Friend or Foe? The U.S. Department's Conflicted Listing of Polar Bears as a Threatened Species under the Endangered Species Act
Forced by court order, the U.S. Department of the Interior (DOI) Secretary Kempthorne capitulated on May 14 and listed the polar bear as a threatened species under the Endangered Species Act (ESA). While acknowledging that the best science available predicts a continued steady decline in sea ice and that the threat to polar bears comes from global climate change and its effect on sea ice, the DOI took several steps to bar any action designed to reduce greenhouse gas emissions as a result of the listing.
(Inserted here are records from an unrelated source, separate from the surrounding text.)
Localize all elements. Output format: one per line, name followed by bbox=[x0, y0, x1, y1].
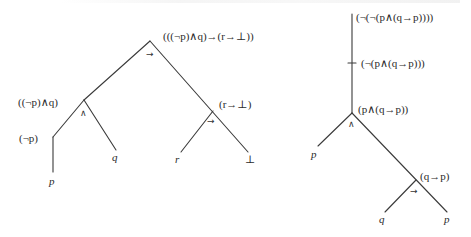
node-operator-n1: ∧ bbox=[80, 108, 87, 118]
left-root-operator: → bbox=[146, 49, 154, 59]
leaf-k2: q bbox=[379, 213, 385, 226]
leaf-k3: p bbox=[444, 213, 450, 226]
node-label-n2: (r→⊥) bbox=[219, 98, 251, 111]
node-label-n1: ((¬p)∧q) bbox=[18, 96, 58, 109]
node-label-n3: (¬p) bbox=[19, 132, 38, 145]
leaf-l4: ⊥ bbox=[245, 153, 255, 166]
edge-root-left bbox=[84, 41, 150, 100]
node-operator-m3: → bbox=[410, 186, 418, 196]
leaf-l3: r bbox=[175, 153, 179, 166]
node-label-m3: (q→p) bbox=[420, 170, 449, 183]
left-root-label: (((¬p)∧q)→(r→⊥)) bbox=[163, 30, 254, 43]
node-operator-m2: ∧ bbox=[348, 119, 355, 129]
edge-imp2-left bbox=[385, 180, 416, 212]
edge-and2-left bbox=[318, 113, 352, 146]
leaf-l2: q bbox=[112, 151, 118, 164]
node-operator-n2: → bbox=[207, 116, 215, 126]
edge-and-right bbox=[84, 100, 116, 150]
right-root-label: (¬(¬(p∧(q→p)))) bbox=[356, 11, 433, 24]
node-label-m2: (p∧(q→p)) bbox=[358, 103, 408, 116]
node-label-m1: (¬(p∧(q→p))) bbox=[361, 57, 425, 70]
edge-root-right bbox=[150, 41, 248, 152]
leaf-k1: p bbox=[311, 148, 317, 161]
leaf-l1: p bbox=[49, 175, 55, 188]
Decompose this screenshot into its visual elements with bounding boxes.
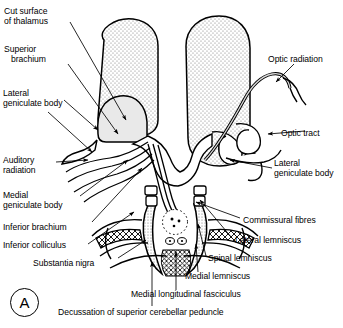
- lateral-geniculate-body-left-shape: [98, 96, 147, 142]
- label-substantia-nigra: Substantia nigra: [33, 258, 94, 268]
- anatomy-figure-panel-a: Cut surface of thalamus Superior brachiu…: [0, 0, 343, 328]
- label-lateral-geniculate-body-left: Lateral geniculate body: [3, 88, 62, 109]
- label-cut-surface-of-thalamus: Cut surface of thalamus: [4, 6, 48, 27]
- cerebral-aqueduct: [163, 210, 188, 235]
- label-medial-longitudinal-fasciculus: Medial longitudinal fasciculus: [131, 289, 241, 299]
- leader-lateral-geniculate-body-left: [64, 100, 98, 130]
- leader-inferior-brachium: [92, 168, 142, 222]
- label-optic-tract: Optic tract: [281, 128, 320, 138]
- leader-lgb-2: [48, 112, 92, 152]
- label-commissural-fibres: Commissural fibres: [243, 215, 316, 225]
- periaqueductal-nuclei: [166, 238, 187, 245]
- label-spinal-lemniscus: Spinal lemniscus: [208, 253, 272, 263]
- label-inferior-colliculus: Inferior colliculus: [3, 240, 66, 250]
- panel-letter-a: A: [10, 288, 39, 317]
- label-lateral-lemniscus: Lateral lemniscus: [235, 235, 301, 245]
- label-lateral-geniculate-body-right: Lateral geniculate body: [274, 158, 333, 179]
- label-optic-radiation: Optic radiation: [268, 54, 323, 64]
- label-medial-lemniscus: Medial lemniscus: [185, 271, 250, 281]
- label-superior-brachium: Superior brachium: [4, 44, 46, 65]
- label-decussation-of-superior-cerebellar-peduncle: Decussation of superior cerebellar pedun…: [58, 307, 224, 317]
- leader-substantia-nigra: [118, 240, 146, 258]
- label-inferior-brachium: Inferior brachium: [3, 222, 67, 232]
- label-auditory-radiation: Auditory radiation: [3, 155, 36, 176]
- label-medial-geniculate-body: Medial geniculate body: [3, 190, 62, 211]
- substantia-nigra-band-left: [96, 229, 142, 248]
- lemniscus-band-left: [143, 186, 162, 274]
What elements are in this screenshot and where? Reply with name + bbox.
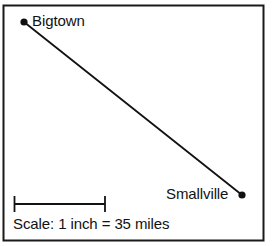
map-figure: Bigtown Smallville Scale: 1 inch = 35 mi…: [0, 0, 272, 246]
smallville-point-icon: [238, 191, 245, 198]
scale-caption: Scale: 1 inch = 35 miles: [13, 216, 169, 231]
map-label-bigtown: Bigtown: [32, 13, 85, 28]
bigtown-point-icon: [20, 18, 27, 25]
map-border: [4, 6, 264, 241]
map-canvas: [0, 0, 272, 246]
map-label-smallville: Smallville: [166, 186, 228, 201]
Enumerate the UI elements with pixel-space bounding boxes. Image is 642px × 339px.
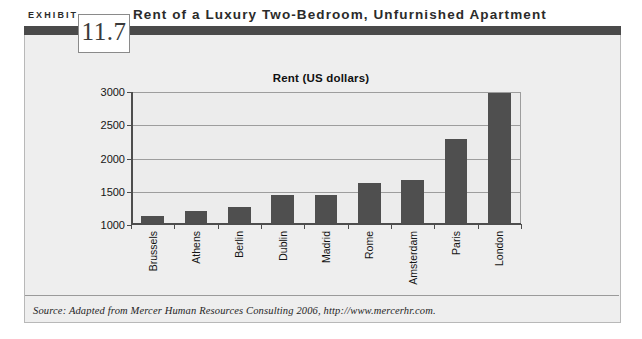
x-tick-label: Rome	[363, 231, 375, 259]
x-tick-label: Brussels	[147, 231, 159, 271]
x-label-slot: Athens	[174, 231, 217, 264]
x-label-slot: Berlin	[218, 231, 261, 258]
x-axis-line	[131, 223, 521, 225]
gridline	[131, 92, 521, 93]
x-tick-mark	[391, 224, 392, 229]
x-tick-label: Madrid	[320, 231, 332, 263]
y-tick-mark	[127, 192, 132, 193]
x-tick-mark	[434, 224, 435, 229]
y-tick-label: 2000	[101, 153, 125, 165]
chart-title: Rent (US dollars)	[0, 72, 642, 84]
source-note: Source: Adapted from Mercer Human Resour…	[33, 305, 436, 316]
source-divider	[25, 295, 619, 296]
exhibit-number-box: 11.7	[78, 14, 130, 53]
x-tick-mark	[131, 224, 132, 229]
x-label-slot: Brussels	[131, 231, 174, 271]
x-label-slot: Madrid	[304, 231, 347, 263]
chart-plot-area: 10001500200025003000 BrusselsAthensBerli…	[131, 92, 521, 225]
x-label-slot: Paris	[434, 231, 477, 255]
bar	[401, 180, 424, 225]
x-tick-mark	[218, 224, 219, 229]
x-tick-label: Athens	[190, 231, 202, 264]
x-tick-mark	[348, 224, 349, 229]
x-tick-label: Paris	[450, 231, 462, 255]
y-tick-mark	[127, 159, 132, 160]
x-tick-mark	[174, 224, 175, 229]
y-tick-mark	[127, 92, 132, 93]
bar	[315, 195, 338, 225]
y-tick-label: 1000	[101, 219, 125, 231]
x-label-slot: Rome	[348, 231, 391, 259]
bar	[488, 93, 511, 225]
x-tick-label: Amsterdam	[407, 231, 419, 285]
x-label-slot: Amsterdam	[391, 231, 434, 285]
x-tick-mark	[304, 224, 305, 229]
gridline	[131, 125, 521, 126]
x-tick-label: Dublin	[277, 231, 289, 261]
y-tick-mark	[127, 125, 132, 126]
y-tick-label: 2500	[101, 119, 125, 131]
exhibit-figure: EXHIBIT Rent of a Luxury Two-Bedroom, Un…	[0, 0, 642, 339]
exhibit-label: EXHIBIT	[28, 10, 78, 20]
exhibit-number: 11.7	[79, 18, 129, 46]
x-label-slot: Dublin	[261, 231, 304, 261]
x-tick-label: London	[493, 231, 505, 266]
bar	[358, 183, 381, 225]
y-tick-label: 3000	[101, 86, 125, 98]
x-label-slot: London	[478, 231, 521, 266]
x-tick-mark	[261, 224, 262, 229]
x-tick-mark	[478, 224, 479, 229]
y-tick-label: 1500	[101, 186, 125, 198]
exhibit-title: Rent of a Luxury Two-Bedroom, Unfurnishe…	[133, 7, 547, 22]
x-tick-label: Berlin	[233, 231, 245, 258]
bar	[271, 195, 294, 225]
bar	[445, 139, 468, 225]
x-tick-mark	[521, 224, 522, 229]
Sepcifically, Secretary Kempthorne announced plans to propose amendments to the ESA, which he characterized as one of "the most inflexible laws Congress has passed," and he ordered the Fish and Wildlife Service to issue guidance to its staff declaring that the best scientific data available today cannot make a causal connection between harm to polar bears and greenhouse gas emissions from a specific facility, or resource development project, or government action.
In addition, the DOI directed the U.S. Fish and Wildlife Service to issue a rule that would allow activities that are permissible under the Marine Mammal Protection Act (MMPA) to also be permissible under the ESA. Most controversially, the MMPA permits oil and gas drilling and exploration. Consequently, the DOI's recent listing and related directives could have inapposite results under the ESA—on the one hand, the DOI's actions would allow fossil fuel production in prime polar bear habitat, while on the other hand, they could potentially force the agency to protect the bears against the products of fossil fuel combustion, greenhouse gases.
You can read the full remarks by Secretary Kempthorne from the press conference on the polar bear listing May 14, 2008 here.
Posted by Jeanette C. Schuster, attorney practicing in the Real Estate & Land Use Practice Group.